CONSERVATIVE
New Forest East

DEFENCE – LIBERAL DEMOCRATS AND THE NUCLEAR DETERRENT - 07 May 2024

DEFENCE – LIBERAL DEMOCRATS AND THE NUCLEAR DETERRENT - 07 May 2024

[The Secretary of State for Defence (Grant Shapps): … There is no more important element of defence than our nuclear deterrent. Again, it is good to hear that both sides of the House now seem to back the nuclear deterrent, but that cannot be done without backing the money to support it.]

Sir Julian Lewis: It is true that both sides of the House strongly back the nuclear deterrent at the moment, if my right hon. Friend is talking about the Labour Opposition. However, with recent talk of the prospect of a hung Parliament, one could find oneself in the same situation as the Cameron Government in 2010, when the right hon. Member for Warley (John Spellar) and I were begging for a vote to be held to renew the nuclear deterrent, but because of the coalition deal with the Liberal Democrats, that vote was postponed, at great expense, for four years until 2016. We would like to hear assurances from both Front Benches that no such situation will ever be allowed to arise again.

[The Secretary of State for Defence (Grant Shapps): I am pleased to reassure my right hon. Friend from this Front Bench that no such delay would be countenanced. Just in the last few weeks we have issued the defence nuclear enterprise Command Paper – [Interruption.] I thought the Opposition Front Bench knew that there was a coalition Government, but perhaps they missed it. Perhaps they also missed the point that my right hon. Friend was making.

Richard Foord {Liberal Democrat Defence Spokesman}: I am grateful to the Secretary of State for giving way, and I can offer him the assurance that the Liberal Democrats embrace the continuous at-sea deterrent with four submarines. What is more, the strategic environment in which we were operating in 2010 was very different from that which we see today: the Liberal Democrats made the right call then, and we have made the right call now.

Grant Shapps: You heard it here first, Madam Deputy Speaker. I warmly welcome that commitment, which was not available under the then coalition Government. It is an important moment, and I welcome that commitment from the hon. Gentleman, as I welcome it from Labour.

I gently remind the House that 11 Opposition Front Benchers have voted against the deterrent in their time here, including three members of the current shadow Cabinet, including the shadow Foreign Secretary, the shadow Levelling Up, Housing and Communities Secretary, and the shadow Deputy Prime Minister. The House is right to ask, and the country will want to know, whether that commitment is as firm as we now hear it is from the Liberal Democrats. It will also want to know, even if the commitment is said to be firm, whether Labour is prepared to fund it. Again, it comes back to the 2.5%.

John Spellar: Can we be clear that, as was kindly referenced by the right hon. Member for New Forest East (Sir Julian Lewis), that situation was the result of a failure of political judgment and will by David Cameron? He could have said to the Liberal Democrats, “This is a matter of strategic national interest. If you don’t like it, you can give up your jobs and walk out of the Government.” They would have bottled it. The fact was that we lost six years and a huge amount of money, and we are putting CASD at real risk with enormously elongated tours of duty for our tremendous submariners.

Grant Shapps: The right hon. Gentleman wants to relitigate the past, but I think we all agree that we cannot do anything about it. I want to talk about the future, and the future is that those on his own side have yet to commit to the 2.5% that is required to ensure that our nuclear deterrent can deliver on time. In March the Prime Minister and I published the defence nuclear enterprise Command Paper, setting out our long-held and unshakeable commitment to our own independent nuclear deterrent.

Mark Francois: I appreciate my right hon. Friend’s desire to look forward rather than back but, just for the record, does he remember, as I do, that at one point the Liberal Democrat policy on Trident was to maintain the submarines but to send them to sea without any missiles?

Grant Shapps: I will be as diplomatic as possible: the Liberal Democrats asked us to investigate a range of options, and I am very pleased that the one we ended up with was the four-submarine continuous at-sea deterrent.

We are investing £41 billion in our next generation of the Dreadnought fleet, and investing in our replacement UK sovereign nuclear warhead as well. … ]

[For Julian's speech in this debate click here.]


Exercise
An exact copy, beginning at the line containing "Image resolution: width=1006" and ending at the final line of the records that follow, is the answer; it has no pictures and no other text.

Source information
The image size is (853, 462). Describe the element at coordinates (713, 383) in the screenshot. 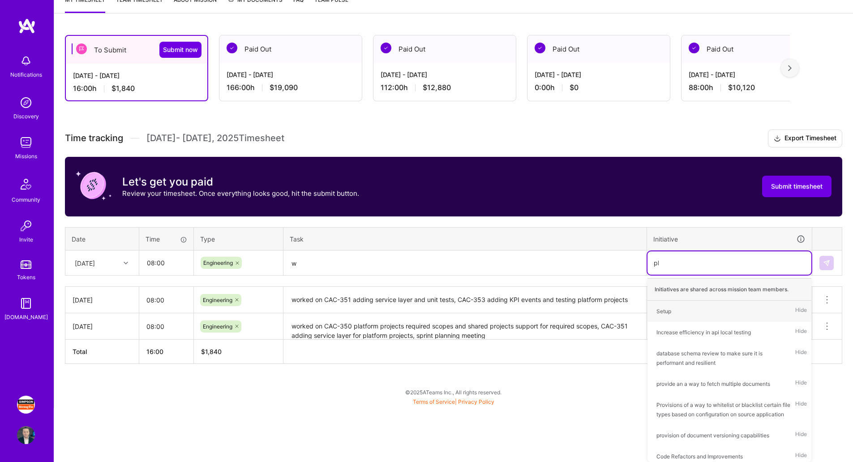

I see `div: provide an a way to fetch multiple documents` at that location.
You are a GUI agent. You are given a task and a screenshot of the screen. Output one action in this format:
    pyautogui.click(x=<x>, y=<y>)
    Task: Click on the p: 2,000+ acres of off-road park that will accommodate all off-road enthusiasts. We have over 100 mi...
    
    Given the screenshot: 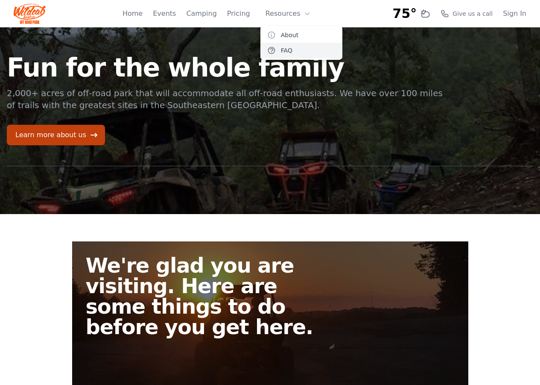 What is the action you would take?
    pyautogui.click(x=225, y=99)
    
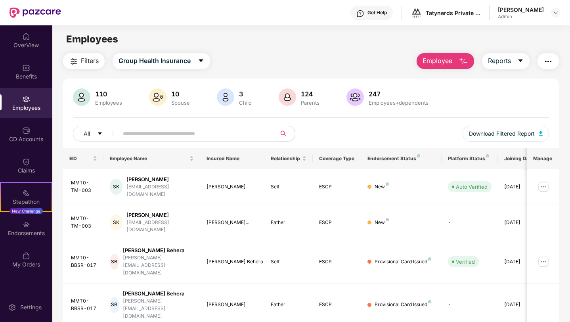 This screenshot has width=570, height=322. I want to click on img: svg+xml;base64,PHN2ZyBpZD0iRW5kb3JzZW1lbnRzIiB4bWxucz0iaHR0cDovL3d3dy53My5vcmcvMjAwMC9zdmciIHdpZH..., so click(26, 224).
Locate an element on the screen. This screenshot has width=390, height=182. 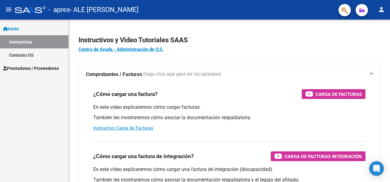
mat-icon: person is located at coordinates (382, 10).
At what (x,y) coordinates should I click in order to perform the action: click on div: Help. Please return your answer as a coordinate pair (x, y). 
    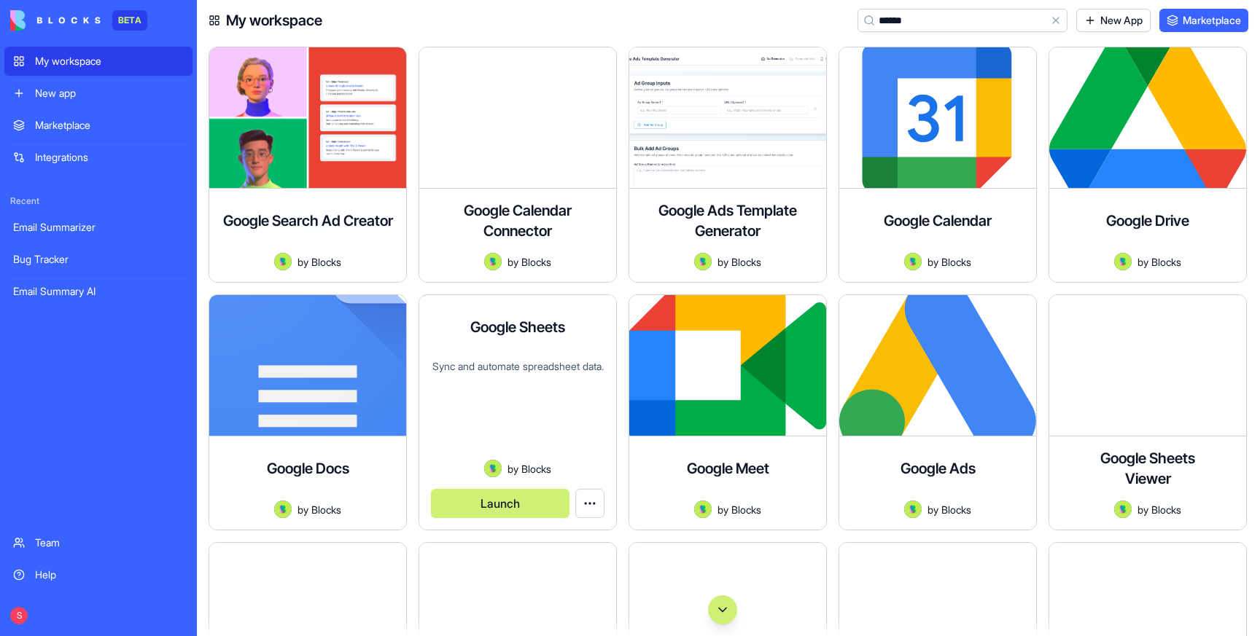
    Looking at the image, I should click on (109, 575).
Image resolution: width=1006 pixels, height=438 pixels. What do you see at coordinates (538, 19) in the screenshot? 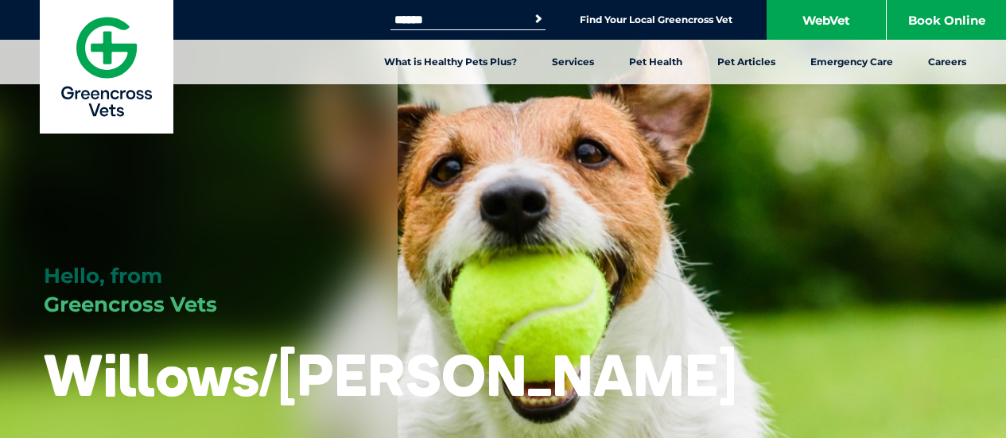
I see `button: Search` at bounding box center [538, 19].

Solved exercise
Image resolution: width=1006 pixels, height=438 pixels. What do you see at coordinates (538, 19) in the screenshot? 
I see `button: Search` at bounding box center [538, 19].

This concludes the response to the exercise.